Deutsche Bahn AG established the Gleis 17 memorial in the Grunewald Station in Berlin to commemorate the deportation of many Jewish people during the Holocaust between 1941 and 1945. Deutsche Reichsbahn played a crucial role in the transportation of Jews to ghettos, concentration camps and extermination camps. Without the service of the railway, supported by Deutsche Reichsbahn the implementation of evicting the Jewish population would not have been able to take place.

 

The reunified railway service was unable to circumvent the memory of its involvement in the Shoah and to memorialise the tragic part the company played during the Nazi era.
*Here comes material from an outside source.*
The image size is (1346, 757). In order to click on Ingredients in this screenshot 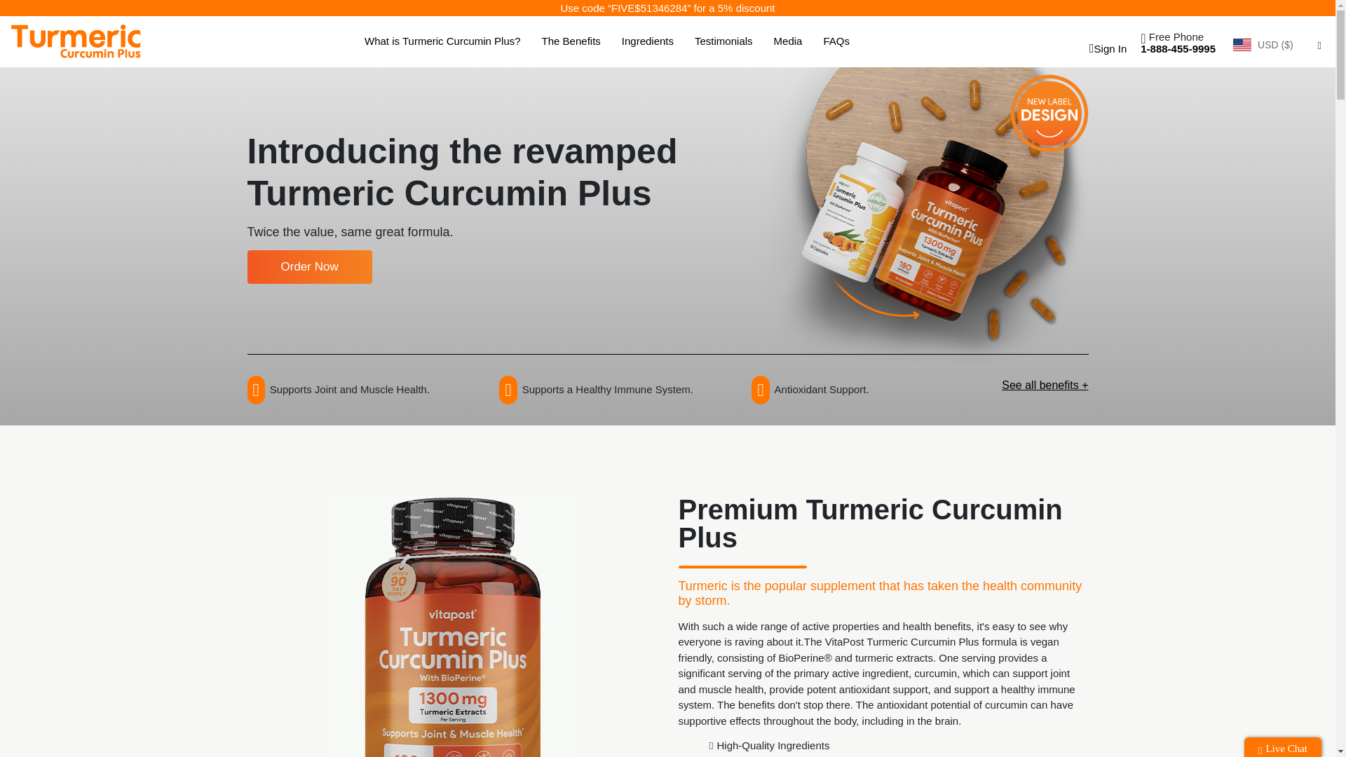, I will do `click(648, 41)`.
The Gleis 17 monument was erected to pay tribute to the hundreds and thousands of Jewish people who perished as a result of the deportation to concentration camps under the National Socialist regime.
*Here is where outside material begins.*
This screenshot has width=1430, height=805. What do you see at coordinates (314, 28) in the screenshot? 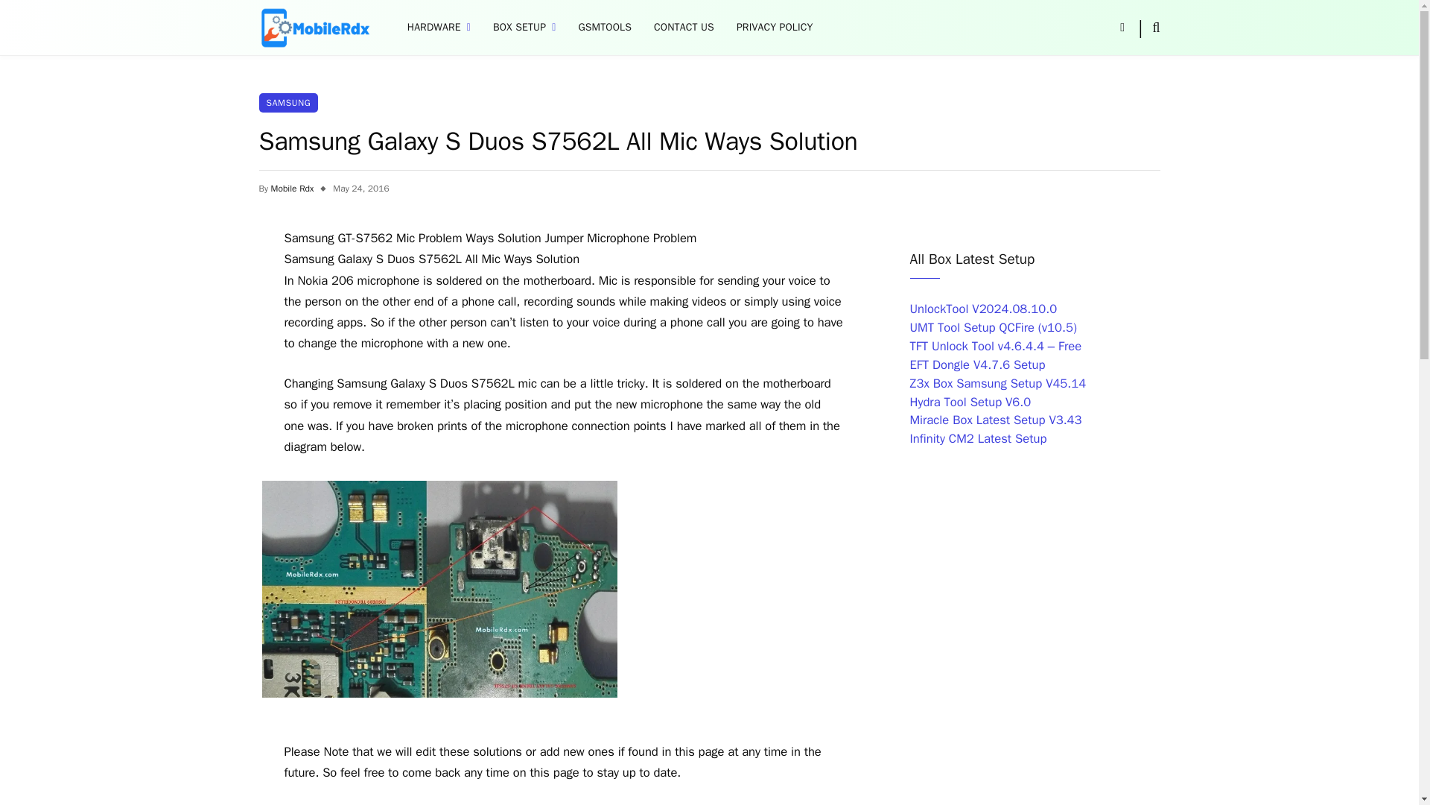
I see `MobileRdx` at bounding box center [314, 28].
Hirsh, Lorch and Wandel were the selected team of architects who designed the memorial. It is composed of 186 cast steel objects arranged in chronological order and engraved into the platform edge is a date of a transport, the number of deportees, the point of departure and the final destination, usually a concentration or extermination camp. The memorial is an amalgamation of statistical and documentary evidence, through the figures of the mass deportations, and as a creative parameter demonstrating a rustic, derelict railway track illustrating decay and resulting vegetation growth where there once was a fully operating transport network. Gleis 17 aims to form a structural connection between memory and oblivion. It illustrates the dichotomy between railway tracks as a dynamic object and the stillness of it being derelict; the contrast between the current emptiness in comparison to the masses of people whose ill-fate was decided at this junction. It highlights the histories of violence in an everyday setting and the visual display of what used to occur creates sensory geographies as it inflicts emotions on people who were previously disconnected from the Shoah's history. Trains are often associated with journeys, movements, beginnings and endings and the static scene inflicts an emotive reaction that the journey for millions of innocent people was their final destination, to a concentration camp.

"I felt really solemn walking up and down the walkway looking at the dates and number of people deported. The memorial is simple yet so beautiful." 

 

"The overall design evoked deep feelings to those who walk beside the Deutsche Reichsbahn railroad tracks that witnessed such a terrible time in humankind’s history."